First you'll need LESS to compile the main CSS/.less file:

$ npm install -g less

If you want to create a static copy of TowTruck (not as great for development), do:

$ git clone git://github.com/mozilla/towtruck.git
$ cd towtruck
$ ./bin/make-static-client STATIC_FILES http://url.where/you/will/publish
$ scp -r STATIC_FILES/* url.where:/www/public/you/will/publish/

Now you have your own static copy of the client, potentially with your own modifications and customizations of the code.

Running a Local Server

If you do want to use the server (which conveniently updates those files on demand, so you don't have to rebuild after edits):

It's recommended that you use Foreman to run your development servers. "Why?", you ask. Here's a great intro: Introducing Foreman.

Foreman is a Ruby project the easiest way to get it running locally is to be using a relatively recent version of Ruby and Gem and execute: gem install foreman. You may need administrator access to do this, in which case you should run it with sudo.

Configuration for Foreman

Copy and edit your .env file. -- This should never be committed to the repo.

cp .env.sample .env

Dependencies

Execute npm install in the application directory:

Running in Development mode

foreman start -f Procfile.dev

This will start all the servers including the examples server.

Servers

Hub Server

This exists in app/hub/server.js.

  • server.js: the Node.js server, just one file. It's pretty dumb, just passing messages back and forth between clients. It is a goal to keep it dumb, and leave the important logic in the client.

Third-party libraries are in app/http/public/towtruck/libs/.

To see an overview of the client code read the TowTruck README

A basic overview of the code, which is in app/http/public/towtruck:

  • channels.js: abstraction over WebSockets and other communication methods (like postMessage). Buffers output while the connection is opening, handles JSON encoding/decoding.

  • chat.js: the chat widget

  • element-finder.js: when you want to talk about a particular element with another browser/client, this creates a description and finds elements based on that description. #id is the easiest description of course, but this handles elements that lack ids.

  • session.js: this is where most of the setup work is done. It establishes the channels, routes messages to different components, and handles persistence.

  • towtruck.js: this is the bootstrap code.
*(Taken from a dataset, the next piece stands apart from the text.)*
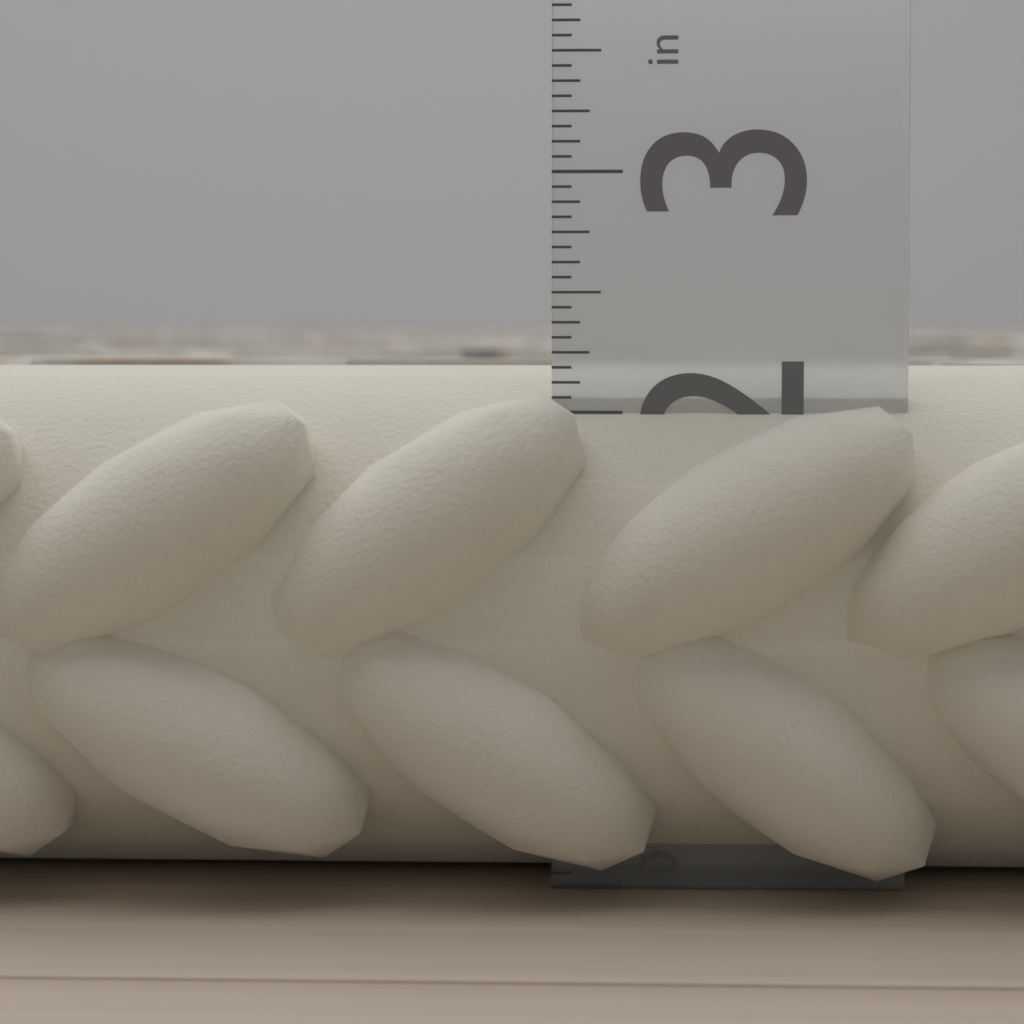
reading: 2.1875 in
It doesn't do anything, but when asked it knows how to load up all the other modules and get things started. It also detects if TowTruck should be started immediately (like when someone opens the "share" link).

  • tracker.js: this handles the tracking/syncing of individual pieces across clients. The support code for sharing textareas, form controls, and CodeMirror components is in here.

  • util.js: several bits of abstract support code are in here. It's also the file that must be loaded first, it sets up jQuery and Underscore as noConflict, creates the TowTruck object. It also includes a pattern for creating classes, assertions, events.

  • cursor.js: handles the shared cursors and clicks

  • webrtc.js: handles the audio and avatar editing

  • cobrowse.js: handles cases when the users are at different URLs

  • app/http/views/towtruck/*.tmpl: these are Underscore templates for the UI bits. These are automatically inlined into towtruck-runner.js.

Examples Server

There are some examples in app/http/public/example/.

Bookmarklet

Go to http://localhost:8080/bookmarklet.html for a bookmarklet that you can use to start TowTruck. This of course excludes the possibility of the page cooperating with TowTruck, but much of what it does is automatic anyway.

Firefox Add-on

There's a Firefox Add-on that enables testing on sites that don't include towtruck.js on their own.

You can downlod the add-on here: https://towtruck.mozillalabs.com/towtruck.xpi

It adds a link into the status bar:

TowTruck Add-on Link

Clicking it enables TowTruck on any site, such as http://github.com/

TowTruck Enabled on Github

Testing

There isn't much right now. Walkabout.js is included in the code, which is a tool to do random things on a page. The plan is to combine this with lots of santiy checks in the code itself. You can activate Walkabout with /test in the chat (/help to see more options).